Original poster: "Jan Wagner" <jwagner-at-cc.hut.fi> 

Hi,

just thought I'd comment as well...

On Wed, 20 Oct 2004, Tesla list wrote:
>Original poster: "Rajesh Seenivasan" <rajeshkvs-at-hotmail-dot-com> I am trying 
>to design tesla coil and induction heater at home.
>I am trying to use that in my design. I have a doubt in my design. I 
>designed a CW H-Bridge inverter using IGBT bricks. Now, I want to connect 
>a inductance (tesla or induction heating transformer) and a capacitance 
>(capacitor bank) across the output of two legs of H Bridge inverter. L and 
>C are in series. So, the resonant freq is given by,
>f = 1/( 2*pi*sqrt(LC) )

I've an old Excel design sheet that could give you some ideas on some of 
the calculations, even though the sheet is for a slighly different subject: 
http://www.hut.fi/~jwagner/ele-tmp/LLC-resonant-welder-designsheet.xls
(but I haven't checked yet if it's up to date, and there _might_ be some 
errors there...)

For induction heating you might want to use a parallel-resonant LC circuit 
to get the current (and thus magnetic field) increased, instead of the 
voltage (electric field). Inductive heating works with induction, i.e. 
magnetic field.

Here's a paper from IEEE that has some calculations on power and current, 
that you could also use as a starting point:

   http://www.hut.fi/~jwagner/electr/tmp/01296120.pdf

>Now, my doubt is: Can I run this setup at exactly resonant frequency ?

Yes.

How well it runs, or when it explodes, depends on the quality factor of 
your series resonant circuit and how much the IGBT modules can handle. The 
circuit has enough resistive and radiative losses that you don't actually 
get zero impedance. Of course even this impedance can still be too low for 
the IGBTs to survive long runs...

What you can do though instead of boring maths ;-) is to just plug in the 
LC circuit and a load an run at the resonant freq, but start with a really 
small input voltage to your IGBT system. Slowly increase the voltage, and 
monitor the input current. When the current seems "hmm, this might be too 
much", then _don't_ increase the input voltage further, okay? ;-))

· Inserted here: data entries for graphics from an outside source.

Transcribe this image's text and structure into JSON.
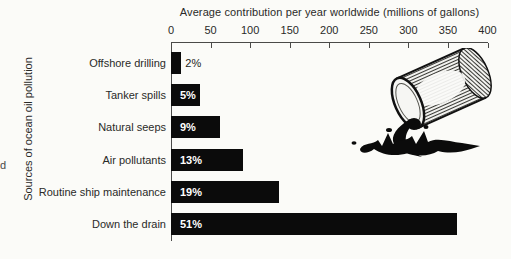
{
  "page": {
    "edge_fragment": "d",
    "background_color": "#fbfbf8"
  },
  "chart_data": {
    "type": "bar",
    "orientation": "horizontal",
    "title": "Average contribution per year worldwide (millions of gallons)",
    "xlabel": "",
    "ylabel": "Sources of ocean oil pollution",
    "xlim": [
      0,
      400
    ],
    "x_ticks": [
      0,
      50,
      100,
      150,
      200,
      250,
      300,
      350,
      400
    ],
    "grid": false,
    "bar_color": "#0b0b0b",
    "categories": [
      "Offshore drilling",
      "Tanker spills",
      "Natural seeps",
      "Air pollutants",
      "Routine ship maintenance",
      "Down the drain"
    ],
    "series": [
      {
        "name": "Average contribution per year worldwide (millions of gallons)",
        "values": [
          13,
          37,
          62,
          91,
          137,
          362
        ]
      }
    ],
    "percent_labels": [
      "2%",
      "5%",
      "9%",
      "13%",
      "19%",
      "51%"
    ],
    "legend": null
  },
  "illustration": {
    "name": "spilled-oil-barrel"
  }
}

>I ask this question because i studied that at resonant frequency, the 
>series LC circuit's impedence becomes ZERO. So, if L and C are
>connected across the outputs of two legs of HBridge, will it short both 
>the output together because of Zero impedence ?
>In other words, how do I calculate the current through the series LC 
>circuit at resonant frequency ?

Can't remember right now how one would calculate the max tank current in 
the steady state, but it was via the Q (quality factor, Q=2pi*f*L/R) and 
then input power considerations. Something like "P=Q^2/2R=UI" or there you 
go ;) Maybe Google will help, "lcr tank current", "rlc tank current", ..., 
etc. Or that electronics-basics book that I don't have at hand right now. ;o)

>Another doubt:
>In one of the message, Mr.Vladimiro said:
>"The family (Semikron) 5 is suited to work in square wave >20kHz and in 
>resonant mode >100kHz". Lets consider the resonant frequency is 60kHz. Can 
>I run the setup at a frequency more that resonant frequency, say 75kHz to 
>make sure that current drawn is not huge (say, 30A) ?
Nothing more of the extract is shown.